Our Food System Is Broken—But It Can Be Fixed!

Transcription

Our Food System Is Broken—But It Can Be Fixed!
Our Food System Is Broken—But It Can Be Fixed!
By Elaine Montegriffo - CEO - SecondBite
Food is very precious. It’s a basic human right that is fundamental to our health and well-being. It nourishes and connects us to our
community and environment.
So why are we wasting $8 billion of food every year in Australia, including 7.5 million tons of food that’s fit for human consumption?
In wealthy countries like Australia, this waste occurs predominantly at the consumer end of the food supply chain, whereas
consumer waste is minimal in low-income countries. If you’re a subsistence farmer in Laos, you never waste anything that could
be eaten, because you know you are facing four to six months each year with nothing to feed your family other than what you can
forage. Ironically, it seems we have become so effective at producing food that we are happy to throw it away in vast quantities.
And why, knowing what we do about the negative impact of carbon emissions on so many aspects of our lives, are we sending the
bulk of that food waste to landfills, where it creates methane gas that traps heat in our atmosphere at a rate 25 times higher than
carbon dioxide? It’s estimated that 14 percent of global emissions are attributable to food waste. Food left to rot in landfills also
contaminates nearby land and waterways.
And finally, why, when we know the extent of the pressure on our planet’s limited natural resources, are we frittering them away?

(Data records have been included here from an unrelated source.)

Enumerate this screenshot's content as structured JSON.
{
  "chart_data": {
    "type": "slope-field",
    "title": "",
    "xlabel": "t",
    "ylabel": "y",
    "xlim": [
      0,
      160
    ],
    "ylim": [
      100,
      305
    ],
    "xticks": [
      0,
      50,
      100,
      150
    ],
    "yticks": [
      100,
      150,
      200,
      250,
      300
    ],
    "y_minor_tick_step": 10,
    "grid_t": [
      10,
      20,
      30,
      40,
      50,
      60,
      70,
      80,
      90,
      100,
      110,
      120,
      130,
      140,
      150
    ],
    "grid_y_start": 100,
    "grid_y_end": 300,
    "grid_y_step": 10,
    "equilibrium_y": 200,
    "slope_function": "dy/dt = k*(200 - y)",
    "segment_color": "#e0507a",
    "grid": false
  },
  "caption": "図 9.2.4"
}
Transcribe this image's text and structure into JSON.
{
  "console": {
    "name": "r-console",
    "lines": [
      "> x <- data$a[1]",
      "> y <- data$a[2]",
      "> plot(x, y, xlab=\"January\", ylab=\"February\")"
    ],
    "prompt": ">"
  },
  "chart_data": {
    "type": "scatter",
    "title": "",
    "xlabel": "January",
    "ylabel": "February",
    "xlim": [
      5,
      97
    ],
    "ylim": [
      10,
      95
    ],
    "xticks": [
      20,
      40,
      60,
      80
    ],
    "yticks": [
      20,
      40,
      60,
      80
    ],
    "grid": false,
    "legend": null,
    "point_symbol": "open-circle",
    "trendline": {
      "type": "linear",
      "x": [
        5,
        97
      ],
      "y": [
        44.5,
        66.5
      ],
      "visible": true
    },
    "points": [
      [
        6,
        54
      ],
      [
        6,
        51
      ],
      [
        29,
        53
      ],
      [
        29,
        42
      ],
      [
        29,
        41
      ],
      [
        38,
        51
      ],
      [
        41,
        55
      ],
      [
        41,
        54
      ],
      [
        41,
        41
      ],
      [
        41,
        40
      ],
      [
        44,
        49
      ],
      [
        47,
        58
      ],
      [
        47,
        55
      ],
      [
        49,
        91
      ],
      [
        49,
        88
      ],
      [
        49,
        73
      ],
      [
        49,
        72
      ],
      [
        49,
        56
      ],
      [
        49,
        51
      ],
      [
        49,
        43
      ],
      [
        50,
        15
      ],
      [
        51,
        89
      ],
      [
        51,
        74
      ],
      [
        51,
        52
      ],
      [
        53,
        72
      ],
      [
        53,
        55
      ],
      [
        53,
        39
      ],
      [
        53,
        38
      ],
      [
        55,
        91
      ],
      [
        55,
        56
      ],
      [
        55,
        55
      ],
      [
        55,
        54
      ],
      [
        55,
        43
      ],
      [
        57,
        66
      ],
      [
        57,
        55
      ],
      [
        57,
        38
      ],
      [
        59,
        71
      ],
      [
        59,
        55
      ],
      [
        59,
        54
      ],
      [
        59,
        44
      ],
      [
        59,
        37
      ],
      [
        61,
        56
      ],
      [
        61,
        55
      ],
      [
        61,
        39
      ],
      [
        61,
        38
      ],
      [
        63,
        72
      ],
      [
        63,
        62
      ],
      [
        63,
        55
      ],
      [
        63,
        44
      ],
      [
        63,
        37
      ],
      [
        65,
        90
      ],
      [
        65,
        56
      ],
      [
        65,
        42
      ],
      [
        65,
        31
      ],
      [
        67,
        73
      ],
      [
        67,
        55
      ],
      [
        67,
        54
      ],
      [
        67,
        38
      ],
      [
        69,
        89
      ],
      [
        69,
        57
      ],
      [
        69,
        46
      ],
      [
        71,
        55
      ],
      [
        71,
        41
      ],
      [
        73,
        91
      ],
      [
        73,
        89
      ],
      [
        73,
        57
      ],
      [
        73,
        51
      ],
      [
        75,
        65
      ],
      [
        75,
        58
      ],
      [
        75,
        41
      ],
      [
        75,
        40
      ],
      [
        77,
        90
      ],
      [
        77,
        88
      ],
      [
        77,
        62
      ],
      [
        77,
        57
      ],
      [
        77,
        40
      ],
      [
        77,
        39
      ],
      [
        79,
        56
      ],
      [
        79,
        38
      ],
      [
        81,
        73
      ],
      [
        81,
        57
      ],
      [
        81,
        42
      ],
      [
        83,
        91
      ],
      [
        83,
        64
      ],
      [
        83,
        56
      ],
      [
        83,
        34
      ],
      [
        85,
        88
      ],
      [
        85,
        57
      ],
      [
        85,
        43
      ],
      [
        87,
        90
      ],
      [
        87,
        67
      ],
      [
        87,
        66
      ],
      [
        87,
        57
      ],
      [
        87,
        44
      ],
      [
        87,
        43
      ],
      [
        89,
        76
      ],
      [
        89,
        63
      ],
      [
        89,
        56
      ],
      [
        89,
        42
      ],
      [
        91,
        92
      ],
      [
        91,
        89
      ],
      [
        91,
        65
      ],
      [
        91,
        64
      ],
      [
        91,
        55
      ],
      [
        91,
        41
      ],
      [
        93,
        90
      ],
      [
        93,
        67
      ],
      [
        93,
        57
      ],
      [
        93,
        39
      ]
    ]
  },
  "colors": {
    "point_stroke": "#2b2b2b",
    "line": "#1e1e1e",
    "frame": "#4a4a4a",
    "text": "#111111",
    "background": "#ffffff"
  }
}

When we waste food, we also waste the valuable and finite resources used to produce it: the agricultural land, the water, and the
energy. For example, the water used to irrigate the food we waste every year (670 million tons globally) would provide fresh drinking
water for 9 billion people.
Our very methods of food production and the ever-increasing demand for foods that require high amounts of energy to produce are
also contributing to climate change. As societies become more affluent, they desire more meat, which intensifies pressure on land
and increases greenhouse gas emissions—livestock contribute 18 percent of total human-related emissions. Pressure on land means
we feed livestock not grass, but grain, which is fertilized using fossil fuel.
Changes in eating patterns are also contributing to poorer nutrition. When incomes increase in developing countries, people turn
away from traditional foods that are high in nutrition because they are associated with low status and considered “village food.”

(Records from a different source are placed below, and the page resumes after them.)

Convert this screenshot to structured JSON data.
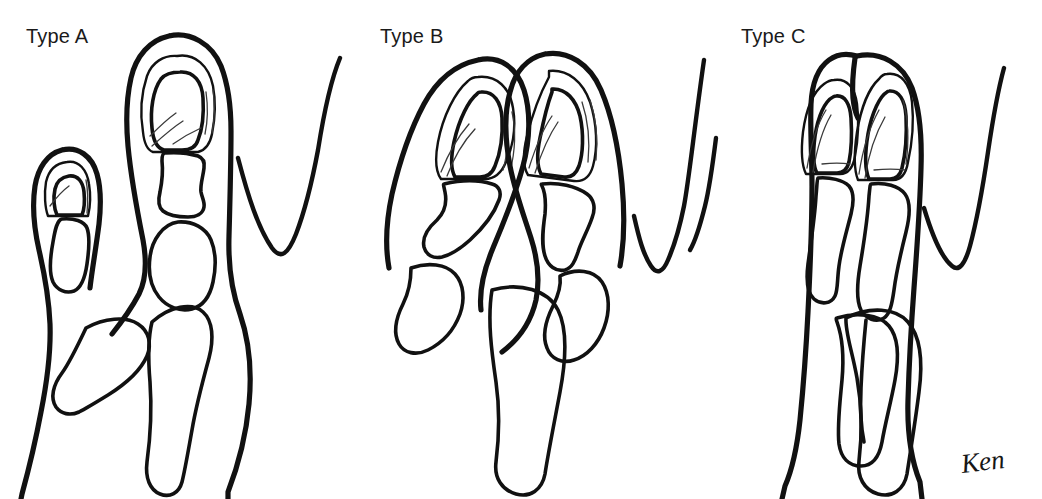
{
  "figure": {
    "background_color": "#ffffff",
    "ink_color": "#111111",
    "faded_header_text": "",
    "signature": "Ken"
  },
  "panels": [
    {
      "id": "type-a",
      "label": "Type A",
      "description": "Duplicated thumb with a small accessory radial digit branching from a common proximal phalanx; two nail plates on separate digits of unequal size.",
      "digit_count": 2,
      "nail_count": 2,
      "adjacent_finger_web": "right"
    },
    {
      "id": "type-b",
      "label": "Type B",
      "description": "Two equally sized duplicated digits splayed apart with a deep V-shaped cleft, arising from a single broad proximal phalanx.",
      "digit_count": 2,
      "nail_count": 2,
      "adjacent_finger_web": "right"
    },
    {
      "id": "type-c",
      "label": "Type C",
      "description": "Single broad digit bearing two conjoined nail plates at the tip with a bifid middle phalanx; shared common shaft.",
      "digit_count": 1,
      "nail_count": 2,
      "adjacent_finger_web": "both"
    }
  ],
  "legend": {
    "labels": [
      "Type A",
      "Type B",
      "Type C"
    ]
  }
}
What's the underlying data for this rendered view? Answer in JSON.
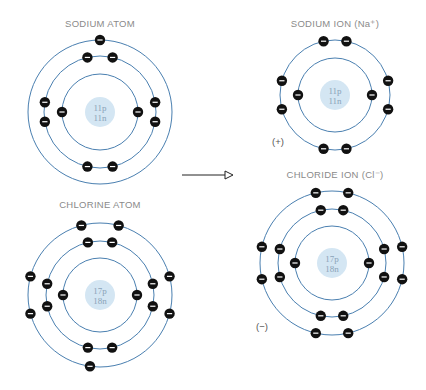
{
  "colors": {
    "orbit": "#4a7fb0",
    "nucleus": "#d4e6f3",
    "electron": "#111111",
    "text": "#8a8a8a",
    "nucleus_text": "#8aa3b8"
  },
  "arrow": {
    "from": [
      182,
      175
    ],
    "to": [
      233,
      175
    ]
  },
  "atoms": [
    {
      "id": "sodium-atom",
      "title": "SODIUM ATOM",
      "title_pos": [
        100,
        26
      ],
      "center": [
        100,
        112
      ],
      "nucleus_r": 15,
      "protons": "11p",
      "neutrons": "11n",
      "shells": [
        {
          "r": 38,
          "electrons": [
            180,
            0
          ]
        },
        {
          "r": 56,
          "electrons": [
            103,
            77,
            170,
            190,
            257,
            283,
            350,
            10
          ]
        },
        {
          "r": 72,
          "electrons": [
            90
          ]
        }
      ],
      "charge": ""
    },
    {
      "id": "chlorine-atom",
      "title": "CHLORINE ATOM",
      "title_pos": [
        100,
        207
      ],
      "center": [
        100,
        295
      ],
      "nucleus_r": 15,
      "protons": "17p",
      "neutrons": "18n",
      "shells": [
        {
          "r": 37,
          "electrons": [
            180,
            0
          ]
        },
        {
          "r": 54,
          "electrons": [
            103,
            77,
            168,
            192,
            257,
            283,
            348,
            12
          ]
        },
        {
          "r": 72,
          "electrons": [
            262,
            165,
            195,
            105,
            75,
            345,
            15
          ]
        }
      ],
      "charge": ""
    },
    {
      "id": "sodium-ion",
      "title": "SODIUM ION (Na⁺)",
      "title_pos": [
        335,
        26
      ],
      "center": [
        335,
        95
      ],
      "nucleus_r": 15,
      "protons": "11p",
      "neutrons": "11n",
      "shells": [
        {
          "r": 37,
          "electrons": [
            180,
            0
          ]
        },
        {
          "r": 55,
          "electrons": [
            102,
            78,
            165,
            195,
            258,
            282,
            345,
            15
          ]
        }
      ],
      "charge": "(+)",
      "charge_pos": [
        272,
        143
      ]
    },
    {
      "id": "chloride-ion",
      "title": "CHLORIDE ION (Cl⁻)",
      "title_pos": [
        335,
        177
      ],
      "center": [
        332,
        263
      ],
      "nucleus_r": 15,
      "protons": "17p",
      "neutrons": "18n",
      "shells": [
        {
          "r": 37,
          "electrons": [
            180,
            0
          ]
        },
        {
          "r": 54,
          "electrons": [
            102,
            78,
            165,
            195,
            258,
            282,
            345,
            15
          ]
        },
        {
          "r": 72,
          "electrons": [
            103,
            77,
            167,
            193,
            257,
            283,
            347,
            13
          ]
        }
      ],
      "charge": "(−)",
      "charge_pos": [
        256,
        328
      ]
    }
  ]
}
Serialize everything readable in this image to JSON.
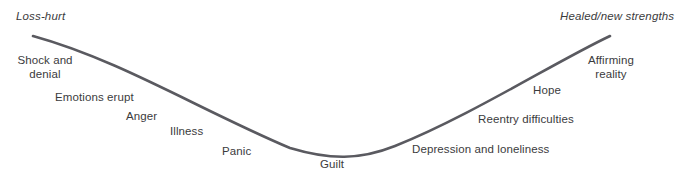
{
  "diagram": {
    "curve": {
      "color": "#5a5a60",
      "width": 2.6,
      "path": "M 33 36 C 120 60, 200 110, 290 148 C 330 160, 360 160, 395 146 C 470 116, 555 62, 610 36"
    },
    "endpoints": {
      "left": "Loss-hurt",
      "right": "Healed/new strengths"
    },
    "stages": [
      {
        "id": "shock-and-denial",
        "label": "Shock and\ndenial"
      },
      {
        "id": "emotions-erupt",
        "label": "Emotions erupt"
      },
      {
        "id": "anger",
        "label": "Anger"
      },
      {
        "id": "illness",
        "label": "Illness"
      },
      {
        "id": "panic",
        "label": "Panic"
      },
      {
        "id": "guilt",
        "label": "Guilt"
      },
      {
        "id": "depression-and-loneliness",
        "label": "Depression and loneliness"
      },
      {
        "id": "reentry-difficulties",
        "label": "Reentry difficulties"
      },
      {
        "id": "hope",
        "label": "Hope"
      },
      {
        "id": "affirming-reality",
        "label": "Affirming\nreality"
      }
    ],
    "colors": {
      "background": "#ffffff",
      "text": "#3b3b3d",
      "curve": "#5a5a60"
    }
  }
}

Ironically, energy-dense processed food is associated with higher status.
Australia is a fully industrialized, wealthy nation producing enough food for more than 60 million people. For many of us, there
appears to be an abundant, limitless supply of food, but up to 2 million Australians are unable to feed themselves and their families.
We don’t need to produce more, but waste less. By reducing the massive amounts of waste within the food system, we have the
means to provide healthy, nutritious food for many more people while demanding less from our planet’s finite natural resources.
SecondBite rescues fresh, healthy food that would otherwise go to waste. In 2014–2015, we will rescue enough fresh food to provide
14.5 million nutritious meals to vulnerable Australians. For every million kilograms of food we rescue, we save 74 million liters of
water (enough to fill 40 Olympic-size pools), 6 million kilojoules of energy (equivalent to leaving a television on for more than 1,200
years), and prevent 6 million kilograms of greenhouse gas emissions (more than 900 flights from Melbourne to Perth).